Constituent rhetorical elements to which the essay attends: This is an example of the work assemblage can do when focused on rhetorical turns. Keremidchieva walks us through how the political maneuverings that got the 19th signed were “predicated on  a series of rhetorical linkages” (p. 55). Keremidchieva begins with the gender and then layers race upon gender, illuminating a rhetorical linkage (that is also an assemblage). She shows us how white supremacy was a boon to women’s suffrage, because white women could be counted on to vote the same way as their husbands—effectively enforcing a homogenous electorate. She then illuminates another rhetorical linkage, and connects “alienage” to the gender-race-assemblage. The amendment could be constructed so that not only did it enforce a white electorate, but also homogenized further by purging immigrant voters who had yet to attain full citizenship. While this initiative of the amendment was not fully realized, the fact that politicians tested the viability of such disenfranchising language was significant because it lent some coherence to the gender-race-alienage assemblage and flexed its potential. Finally, Keremidchieva layers war upon the congressional gender-race-alienage assemblage. Women’s right to vote is now framed as a tool for national defense. The “discourse of femininity” was effectively translated into an “affective weapon of war” (p. 64). The state itself craved the care that womanhood could provide—and thusly, the right to vote was framed as a gendered duty. Keremidchieva cleverly notes how “the right to vote would help women become citizens as women at a time when a wounded nation needed to be nurtured back to life by woman’s care” (p. 64). Keremidchieva ends by calling attention to how feminist rhetorical work must not only “disarticulate woman’s states from the agendas of racism and militarism,” but also reveal how “the state terriorializes, co-opts, and subsumes women’s agency” (p. 68).

Key terms: alienage, race, gender, war, jurisdiction

Connections and comparisons: It is useful to consider the differences and similarities between how Deleuze, Griggers, and Keremidchieva deploy assemblage as a method for making sense of invisible societal systems. Deleuze deploys assemblage theory in order to reveal a system of forces that suspend, modulate, and codify us in ever present and inescapable ways. He is particularly attentive to how technology has augmented the controlling aspects of our societal structures until we transformed into a society entirely defined by perpetual and often unseeable control. Griggers’ assemblage is large—but not as large as Deleuze’s, despite the relative length of her work. She takes up “woman” and reasons how “woman” is constructed, defined, limited, coded, and territorialized by majoritarian society. She picks “woman” up and places her in different contexts, and in doing so helps us understand how she manifests in a very material sense. Keremidchieva looks to how assemblages operate in capacities that belie the tacit ways states consolidate power. Rather than taking a gigantic and clearly abstract idea like “woman”, Keremidchieva takes up an amendment and reveals the assembly of machinations that contributed to its conception, implementation, and rhetorical legacy.

Discussion Questions:

What is the value in using assemblage over using another method to identify societal structures? What can it give us that something like Foucault’s apparatus cannot?
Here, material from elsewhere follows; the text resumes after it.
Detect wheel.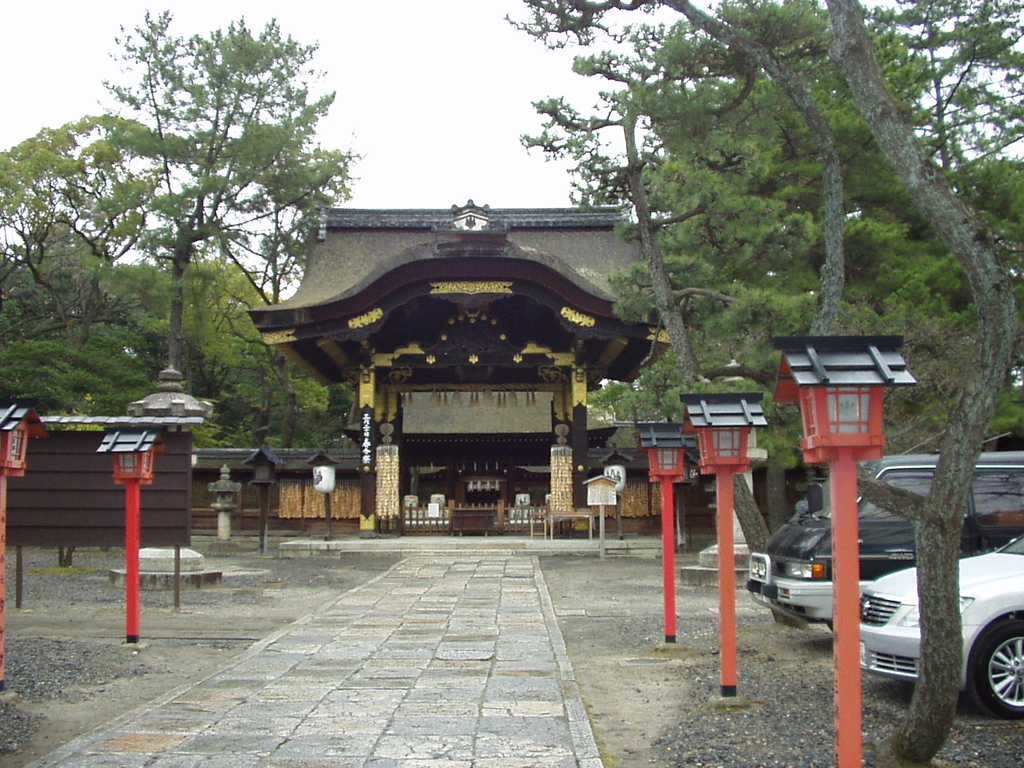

What differences do you note between these assemblage pieces that I did not emphasize?

What methods might assemblage work alongside? Or is assemblage a solitary method? What objects does assemblage enable us to examine?
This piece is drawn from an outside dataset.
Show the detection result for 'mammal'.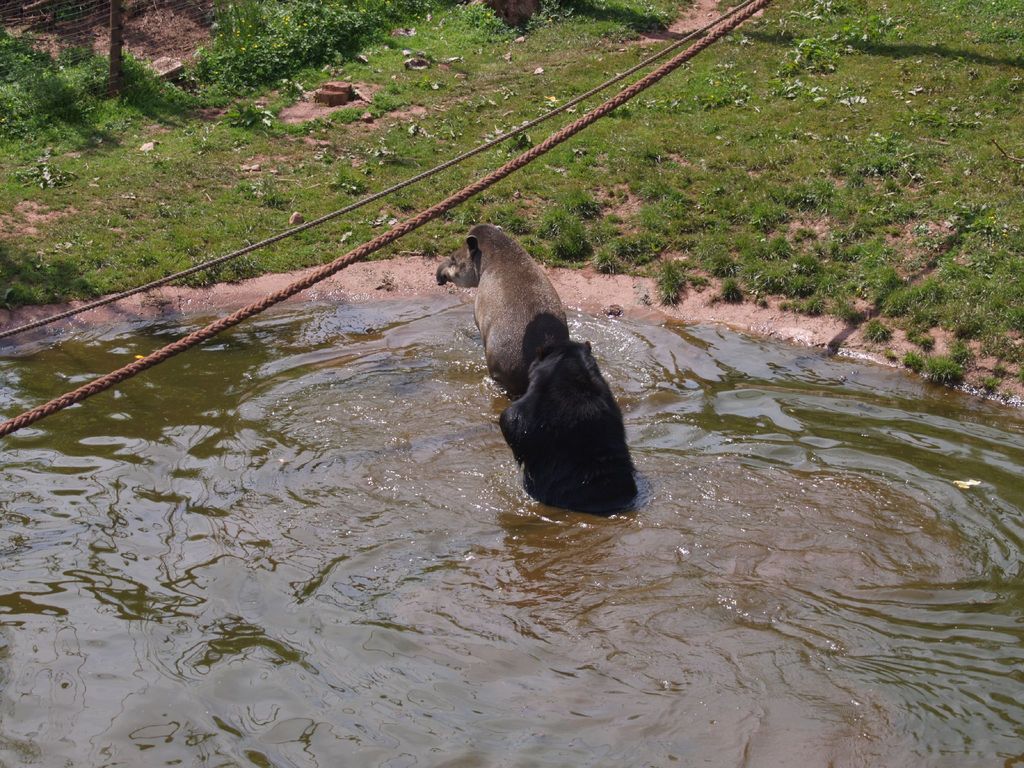
x1=493 y1=340 x2=637 y2=515.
What distinguishes assemblage from actor-network theory? Is one of these methods more rhetorical than the other?

Additional Readings:

Bennett, Jane. Vibrant Matter: A Political Ecology of Things. Durham, NC: Duke University Press, 2010.

Priyadharshini, Esther, and Amy Pressland. "Analysis as Assemblage: Making Sense of Polysemous Texts." Critical Studies in Media Communication 35, no. 5 (2018): 420-39.

Rickert, Thomas J. Ambient Rhetoric: The Attunements of Rhetorical Being. Pittsburgh, PA: University of Pittsburgh Press, 2013.